Policy —

Google: don’t give private “trolls” Web censorship power

As Congress considers new legislation to block "rogue" websites, it's also …

The House and Senate are both drafting "rogue sites" legislation that will likely support website blocking at the domain name level and will require online ad networks and credit card companies to stop working with sites on the blacklist. That idea is controversial enough when only the government has the power to pursue the censoring; it gets even more controversial if private companies get the right to bring a censorship action in court without waiting for government to act.

Both houses of Congress are considering such a "private right of action" as they work to review and revise last year's COICA Web censorship bill, but Google can't say strongly enough what a bad idea this would be.

Appearing at today's "Legitimate Sites v. Parasites" hearing before the House Judiciary Committee, Google's Kent Walker was clear: a private right of action to bring a COICA claim would give rightsholders tremendous leverage over Google. Walker went so far as to warn of "shakedowns" from private companies wanting to force changes in Google's behavior.

In his written remarks, Walker expanded on the thought. "Policymakers should foreclose private rights of action and tailor intermediary requirements appropriately," he said. "Given the evasive tactics bad actors employ to avoid detection, no intermediary will be able to prevent all abuse of its systems, and efforts to legislate must be careful not to hold intermediaries responsible for abuses of their systems that could not reasonably be prevented. Legislation should not include a private right of action that would invite suits by 'trolls' to extort settlements from intermediaries or sites who are making good faith efforts to comply with the law."

Last year's version of COICA included no private right of action, but that could change this time around. As Rep. John Conyers (D-MI) said today, "We could begin to grant a right of private action… I would be the first to be critical if we step over the line, but I think that there's more that can be done, and I think that we need to use this hearing as another opportunity to come up with some legislation that we'll all be proud of."

Google came in for particular scrutiny at the hearing today. Rep. Bob Goodlatte (R-VA), who ran the hearing, complained that he had Googled "free mp3 taylor swift" and the entire first page of results came from unlicensed sites. He complained that typing "watch movies online" led Google to suggest an autocomplete search for "watch free bootleg movies online." And he wanted to know why sites like The Pirate Bay and Isohunt continue to show up in Google's search results.

Walker said that Google is willing to help, but noted that the search giant faces"Whac-a-Mole problems much as the content industry does." Besides, many sites like The Pirate Bay also feature at least some legitimate material, and Google doesn't want to be the "judge, jury, and executioner" for websites. Finally, the company simply doesn't know what sites are "authorized" outlets for music and movies, nor when some use is fair. Even limiting search terms is dicey, he noted, since "cheap" or "free" are legitimate keywords, "faux" can be part of a search for (legal) fake leather, and "knock off" might refer to legal dresses sold by Macy's.

Google prefers that most action be "collaborative," saying that it largely needs rightsholders to tell it what content is infringing, rather than legislative remedies.

Something must be done

Some representatives were critical of the ideas found in COICA, and of the existing domain name seizures that have been underway for a year at Immigration and Customs Enforcement (ICE). Rep. Zoe Lofgren wondered whether there was any "limit on ICE's authority over the Internet?" Rep. Conyers asked ICE director John Morton to admit that he had been overly broad when ICE mistakenly took down an extra 80,000 sites in February and directed them to an ICE child porn warning page.

But the general mood of the hearing was that tough new steps must be taken. As Rep. Darrell Issa (R-CA) asked Morton during his questioning, "What change in the law would allow you to pursue everyone?"

While stressing he wasn't talking about kids using P2P file-sharing, Issa wanted to bring the hammer down on everyone else. His staff, he said, recently ordered him a 256GB thumb drive from "Fantastic Deals"; when the drive came, it was a counterfeit Kingston USB drive. Issa, who made his money creating the Viper car alarm and watched as counterfeiters knocked off imitations, demanded "zero tolerance" from ICE. "You have to get it down to zero," he said.

Morton rather gently noted that this request posed a "resource issue" and that other "enforcement priorities"—such as going after child porn and fake imported pharmaceuticals—made getting to zero rather difficult for his department.

No one else went so far in their demands, but there appeared to be bipartisan consensus that something like COICA should be adopted to at least slow online infringement. The need for new legislation is "beyond reasoned discussion" and "the furthest thing from censorship," said Rep. Goodlatte. Rep. Mel Watt (D-NC) said that "piracy" sounds romantic, but it's really "what we still refer to in my neighborhood as theft or simple stealing… New authorities and enforcement strategies… are critically needed." And Rep. Lamar Smith (R-TX) blasted the "destructive effects of online parasites."

The committee should introduce its new parasite-clearing legislation in the next few weeks.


- EXERCISE PROMPT: Identify each line in the records below that contains the word "cookies", and copy it.

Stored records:
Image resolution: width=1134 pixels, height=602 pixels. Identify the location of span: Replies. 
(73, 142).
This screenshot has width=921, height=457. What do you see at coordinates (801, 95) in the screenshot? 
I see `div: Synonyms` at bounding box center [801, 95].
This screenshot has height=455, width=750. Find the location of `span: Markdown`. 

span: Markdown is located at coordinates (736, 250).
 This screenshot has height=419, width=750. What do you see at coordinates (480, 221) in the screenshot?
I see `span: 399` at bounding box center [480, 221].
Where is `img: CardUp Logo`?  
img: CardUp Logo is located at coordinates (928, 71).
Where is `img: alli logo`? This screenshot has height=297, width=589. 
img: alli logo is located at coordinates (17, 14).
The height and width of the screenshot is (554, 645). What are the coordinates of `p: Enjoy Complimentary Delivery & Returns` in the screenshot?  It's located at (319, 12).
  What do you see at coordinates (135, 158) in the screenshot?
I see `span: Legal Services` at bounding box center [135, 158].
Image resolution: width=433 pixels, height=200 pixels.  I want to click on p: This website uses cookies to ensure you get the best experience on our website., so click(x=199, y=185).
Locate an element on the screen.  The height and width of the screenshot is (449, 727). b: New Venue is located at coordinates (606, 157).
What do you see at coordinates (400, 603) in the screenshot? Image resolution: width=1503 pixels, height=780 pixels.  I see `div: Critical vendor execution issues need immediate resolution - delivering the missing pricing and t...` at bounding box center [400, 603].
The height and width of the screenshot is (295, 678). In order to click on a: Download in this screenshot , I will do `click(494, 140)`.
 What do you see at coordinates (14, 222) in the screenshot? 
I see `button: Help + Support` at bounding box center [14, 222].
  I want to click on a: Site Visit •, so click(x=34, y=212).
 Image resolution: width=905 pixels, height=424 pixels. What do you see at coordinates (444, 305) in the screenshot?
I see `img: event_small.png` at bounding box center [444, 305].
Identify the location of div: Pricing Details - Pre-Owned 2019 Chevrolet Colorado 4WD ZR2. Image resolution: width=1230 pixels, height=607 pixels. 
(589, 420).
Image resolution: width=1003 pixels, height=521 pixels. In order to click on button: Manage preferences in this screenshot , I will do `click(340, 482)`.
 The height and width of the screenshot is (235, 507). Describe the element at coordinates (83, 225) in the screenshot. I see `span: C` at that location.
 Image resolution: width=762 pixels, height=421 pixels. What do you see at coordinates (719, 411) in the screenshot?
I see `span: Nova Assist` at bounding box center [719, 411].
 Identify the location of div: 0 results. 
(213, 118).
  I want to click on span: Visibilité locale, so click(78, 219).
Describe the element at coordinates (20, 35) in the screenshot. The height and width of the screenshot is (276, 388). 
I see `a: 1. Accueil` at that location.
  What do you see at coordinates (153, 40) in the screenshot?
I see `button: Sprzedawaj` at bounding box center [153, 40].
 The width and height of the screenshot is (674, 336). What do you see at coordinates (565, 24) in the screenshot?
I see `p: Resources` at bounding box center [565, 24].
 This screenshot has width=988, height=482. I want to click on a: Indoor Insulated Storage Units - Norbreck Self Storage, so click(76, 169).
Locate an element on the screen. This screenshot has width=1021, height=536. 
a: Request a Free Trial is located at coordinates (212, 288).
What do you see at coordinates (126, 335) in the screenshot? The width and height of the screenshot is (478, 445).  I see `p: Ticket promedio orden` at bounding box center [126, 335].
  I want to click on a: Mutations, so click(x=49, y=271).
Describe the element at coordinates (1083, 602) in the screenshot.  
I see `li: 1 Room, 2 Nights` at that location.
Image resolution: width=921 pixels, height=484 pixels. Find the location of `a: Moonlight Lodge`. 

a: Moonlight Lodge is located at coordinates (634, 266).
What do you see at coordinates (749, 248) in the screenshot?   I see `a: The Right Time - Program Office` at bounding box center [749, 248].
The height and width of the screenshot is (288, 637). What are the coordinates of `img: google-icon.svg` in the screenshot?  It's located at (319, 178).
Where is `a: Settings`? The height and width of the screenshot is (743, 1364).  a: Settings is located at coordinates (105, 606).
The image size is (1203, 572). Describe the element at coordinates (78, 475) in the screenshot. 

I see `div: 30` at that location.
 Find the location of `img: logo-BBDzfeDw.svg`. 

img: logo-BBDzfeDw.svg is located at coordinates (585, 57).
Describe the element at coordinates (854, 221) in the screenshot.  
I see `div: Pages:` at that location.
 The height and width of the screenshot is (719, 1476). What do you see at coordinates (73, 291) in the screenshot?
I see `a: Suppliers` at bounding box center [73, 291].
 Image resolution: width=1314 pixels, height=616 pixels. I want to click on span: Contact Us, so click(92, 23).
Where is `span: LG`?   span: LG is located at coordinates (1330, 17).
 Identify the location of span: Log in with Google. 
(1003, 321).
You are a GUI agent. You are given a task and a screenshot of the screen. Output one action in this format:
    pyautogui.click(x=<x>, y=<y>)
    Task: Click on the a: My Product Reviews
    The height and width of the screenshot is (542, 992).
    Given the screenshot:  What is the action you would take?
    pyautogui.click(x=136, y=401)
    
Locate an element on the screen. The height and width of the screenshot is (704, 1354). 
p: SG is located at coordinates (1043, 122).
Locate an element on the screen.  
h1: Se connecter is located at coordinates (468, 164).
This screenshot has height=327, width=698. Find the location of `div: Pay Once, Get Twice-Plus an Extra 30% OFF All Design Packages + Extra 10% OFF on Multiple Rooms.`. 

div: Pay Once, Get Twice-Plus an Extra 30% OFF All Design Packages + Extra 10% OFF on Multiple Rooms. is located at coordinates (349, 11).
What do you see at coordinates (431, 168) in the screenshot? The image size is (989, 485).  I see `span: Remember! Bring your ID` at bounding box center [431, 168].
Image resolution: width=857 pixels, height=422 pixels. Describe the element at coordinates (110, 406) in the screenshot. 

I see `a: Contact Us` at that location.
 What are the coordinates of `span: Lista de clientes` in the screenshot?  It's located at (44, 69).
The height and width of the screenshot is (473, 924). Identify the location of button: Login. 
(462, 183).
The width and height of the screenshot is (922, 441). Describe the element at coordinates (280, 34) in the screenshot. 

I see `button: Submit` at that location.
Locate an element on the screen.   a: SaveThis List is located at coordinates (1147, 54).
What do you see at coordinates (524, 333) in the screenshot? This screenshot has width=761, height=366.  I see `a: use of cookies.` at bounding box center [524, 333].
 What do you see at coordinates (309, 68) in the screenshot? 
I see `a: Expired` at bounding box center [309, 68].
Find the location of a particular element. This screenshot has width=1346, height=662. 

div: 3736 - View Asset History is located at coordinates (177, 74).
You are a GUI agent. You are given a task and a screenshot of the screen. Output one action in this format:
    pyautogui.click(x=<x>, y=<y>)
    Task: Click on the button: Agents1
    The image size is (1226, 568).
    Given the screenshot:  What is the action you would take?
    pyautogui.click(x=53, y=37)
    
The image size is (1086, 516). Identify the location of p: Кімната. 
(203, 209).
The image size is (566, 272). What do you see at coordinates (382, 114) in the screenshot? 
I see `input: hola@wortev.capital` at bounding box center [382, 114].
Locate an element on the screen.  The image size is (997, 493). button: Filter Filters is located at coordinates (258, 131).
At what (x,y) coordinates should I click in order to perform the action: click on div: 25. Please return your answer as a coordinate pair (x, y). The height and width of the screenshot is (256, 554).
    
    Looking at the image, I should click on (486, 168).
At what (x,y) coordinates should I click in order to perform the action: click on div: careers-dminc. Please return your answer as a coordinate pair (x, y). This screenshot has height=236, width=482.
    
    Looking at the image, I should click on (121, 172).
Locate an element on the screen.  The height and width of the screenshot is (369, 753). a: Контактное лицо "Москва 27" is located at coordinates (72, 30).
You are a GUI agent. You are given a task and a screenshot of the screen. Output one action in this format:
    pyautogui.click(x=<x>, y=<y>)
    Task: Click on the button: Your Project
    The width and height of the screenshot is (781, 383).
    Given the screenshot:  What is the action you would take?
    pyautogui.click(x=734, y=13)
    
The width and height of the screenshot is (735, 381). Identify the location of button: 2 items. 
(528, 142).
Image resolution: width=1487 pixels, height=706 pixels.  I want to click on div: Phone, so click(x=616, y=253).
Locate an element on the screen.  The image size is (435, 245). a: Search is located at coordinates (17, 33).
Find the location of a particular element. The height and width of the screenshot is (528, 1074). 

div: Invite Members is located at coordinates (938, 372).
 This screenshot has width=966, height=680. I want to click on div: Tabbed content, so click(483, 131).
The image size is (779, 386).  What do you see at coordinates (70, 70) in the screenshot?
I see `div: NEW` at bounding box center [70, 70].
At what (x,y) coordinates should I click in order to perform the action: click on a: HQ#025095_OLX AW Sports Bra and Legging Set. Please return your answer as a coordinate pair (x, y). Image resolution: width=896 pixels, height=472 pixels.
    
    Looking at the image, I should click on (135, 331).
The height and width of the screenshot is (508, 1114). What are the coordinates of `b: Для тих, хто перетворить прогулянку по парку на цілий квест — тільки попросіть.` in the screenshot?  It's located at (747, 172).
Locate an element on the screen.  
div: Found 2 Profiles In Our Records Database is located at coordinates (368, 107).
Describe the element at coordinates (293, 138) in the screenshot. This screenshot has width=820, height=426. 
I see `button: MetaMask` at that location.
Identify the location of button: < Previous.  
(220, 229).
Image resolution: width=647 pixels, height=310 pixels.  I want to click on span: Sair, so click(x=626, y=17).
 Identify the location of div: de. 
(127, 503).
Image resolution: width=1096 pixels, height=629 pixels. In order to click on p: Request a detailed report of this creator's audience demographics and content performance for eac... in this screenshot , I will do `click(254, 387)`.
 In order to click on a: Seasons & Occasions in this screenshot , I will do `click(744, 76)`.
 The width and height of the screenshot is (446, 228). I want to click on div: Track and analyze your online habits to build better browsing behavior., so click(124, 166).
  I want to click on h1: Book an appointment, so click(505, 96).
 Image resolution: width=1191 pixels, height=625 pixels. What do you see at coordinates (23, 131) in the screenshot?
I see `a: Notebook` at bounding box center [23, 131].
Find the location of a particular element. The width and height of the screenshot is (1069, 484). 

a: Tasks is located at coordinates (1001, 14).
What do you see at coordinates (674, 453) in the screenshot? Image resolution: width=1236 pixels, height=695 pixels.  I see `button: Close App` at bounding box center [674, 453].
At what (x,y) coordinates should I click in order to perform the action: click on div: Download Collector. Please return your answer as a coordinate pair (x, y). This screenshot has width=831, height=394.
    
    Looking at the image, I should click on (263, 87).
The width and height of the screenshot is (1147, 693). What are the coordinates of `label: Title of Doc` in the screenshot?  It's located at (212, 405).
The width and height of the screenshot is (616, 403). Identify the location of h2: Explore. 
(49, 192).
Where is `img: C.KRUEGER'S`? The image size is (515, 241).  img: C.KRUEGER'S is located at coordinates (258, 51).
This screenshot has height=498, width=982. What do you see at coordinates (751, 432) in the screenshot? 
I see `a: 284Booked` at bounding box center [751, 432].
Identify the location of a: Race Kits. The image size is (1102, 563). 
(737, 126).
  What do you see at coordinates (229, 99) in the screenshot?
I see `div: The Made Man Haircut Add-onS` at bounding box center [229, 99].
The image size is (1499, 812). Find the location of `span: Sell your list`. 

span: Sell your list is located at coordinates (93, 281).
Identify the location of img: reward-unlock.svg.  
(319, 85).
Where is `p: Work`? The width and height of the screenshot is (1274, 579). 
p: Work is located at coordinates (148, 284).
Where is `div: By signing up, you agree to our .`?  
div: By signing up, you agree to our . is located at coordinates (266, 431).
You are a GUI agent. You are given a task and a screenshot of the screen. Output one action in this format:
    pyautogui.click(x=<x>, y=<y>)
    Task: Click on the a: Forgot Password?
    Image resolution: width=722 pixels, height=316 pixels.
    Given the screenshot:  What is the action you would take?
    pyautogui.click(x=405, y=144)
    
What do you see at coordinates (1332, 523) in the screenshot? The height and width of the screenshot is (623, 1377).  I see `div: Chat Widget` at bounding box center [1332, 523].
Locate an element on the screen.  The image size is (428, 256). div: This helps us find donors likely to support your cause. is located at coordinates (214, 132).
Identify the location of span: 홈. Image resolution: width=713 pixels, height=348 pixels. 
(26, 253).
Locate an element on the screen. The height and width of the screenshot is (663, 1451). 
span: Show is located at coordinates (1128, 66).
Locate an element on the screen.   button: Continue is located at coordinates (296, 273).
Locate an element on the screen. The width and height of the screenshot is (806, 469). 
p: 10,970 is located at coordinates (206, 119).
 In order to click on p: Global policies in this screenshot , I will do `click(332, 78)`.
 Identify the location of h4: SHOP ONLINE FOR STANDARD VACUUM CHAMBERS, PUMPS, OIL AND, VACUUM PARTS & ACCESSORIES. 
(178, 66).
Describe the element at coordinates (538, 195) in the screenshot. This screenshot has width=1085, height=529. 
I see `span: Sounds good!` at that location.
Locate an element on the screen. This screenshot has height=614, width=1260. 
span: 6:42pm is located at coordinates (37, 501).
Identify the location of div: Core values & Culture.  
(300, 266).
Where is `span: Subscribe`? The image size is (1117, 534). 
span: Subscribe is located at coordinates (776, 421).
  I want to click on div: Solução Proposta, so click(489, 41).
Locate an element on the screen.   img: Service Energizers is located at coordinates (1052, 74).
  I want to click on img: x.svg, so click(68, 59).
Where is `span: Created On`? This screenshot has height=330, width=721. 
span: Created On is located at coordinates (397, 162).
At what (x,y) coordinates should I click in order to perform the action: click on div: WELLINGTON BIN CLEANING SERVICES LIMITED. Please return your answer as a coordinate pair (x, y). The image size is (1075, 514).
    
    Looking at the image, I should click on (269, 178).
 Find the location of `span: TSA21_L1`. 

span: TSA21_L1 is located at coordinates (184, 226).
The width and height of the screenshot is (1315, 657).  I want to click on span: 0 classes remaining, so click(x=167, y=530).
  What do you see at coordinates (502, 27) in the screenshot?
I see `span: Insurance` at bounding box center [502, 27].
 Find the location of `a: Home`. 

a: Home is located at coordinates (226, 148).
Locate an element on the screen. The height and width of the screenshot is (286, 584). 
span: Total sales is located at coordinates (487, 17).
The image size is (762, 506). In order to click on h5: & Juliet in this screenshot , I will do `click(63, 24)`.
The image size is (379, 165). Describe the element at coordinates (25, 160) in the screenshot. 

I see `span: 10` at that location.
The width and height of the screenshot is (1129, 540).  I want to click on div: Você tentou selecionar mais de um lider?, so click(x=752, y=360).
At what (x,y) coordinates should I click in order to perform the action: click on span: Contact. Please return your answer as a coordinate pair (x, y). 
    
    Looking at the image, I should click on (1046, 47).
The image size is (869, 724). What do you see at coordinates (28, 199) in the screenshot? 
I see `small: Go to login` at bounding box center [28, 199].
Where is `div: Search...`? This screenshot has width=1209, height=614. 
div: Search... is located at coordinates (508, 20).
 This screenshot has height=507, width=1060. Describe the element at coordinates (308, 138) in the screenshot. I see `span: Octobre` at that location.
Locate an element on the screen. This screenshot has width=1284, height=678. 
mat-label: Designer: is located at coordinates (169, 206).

- RESPONSE TO THE TASK:
Image resolution: width=433 pixels, height=200 pixels.  I want to click on p: This website uses cookies to ensure you get the best experience on our website., so click(x=199, y=185).
What do you see at coordinates (524, 333) in the screenshot? This screenshot has width=761, height=366.  I see `a: use of cookies.` at bounding box center [524, 333].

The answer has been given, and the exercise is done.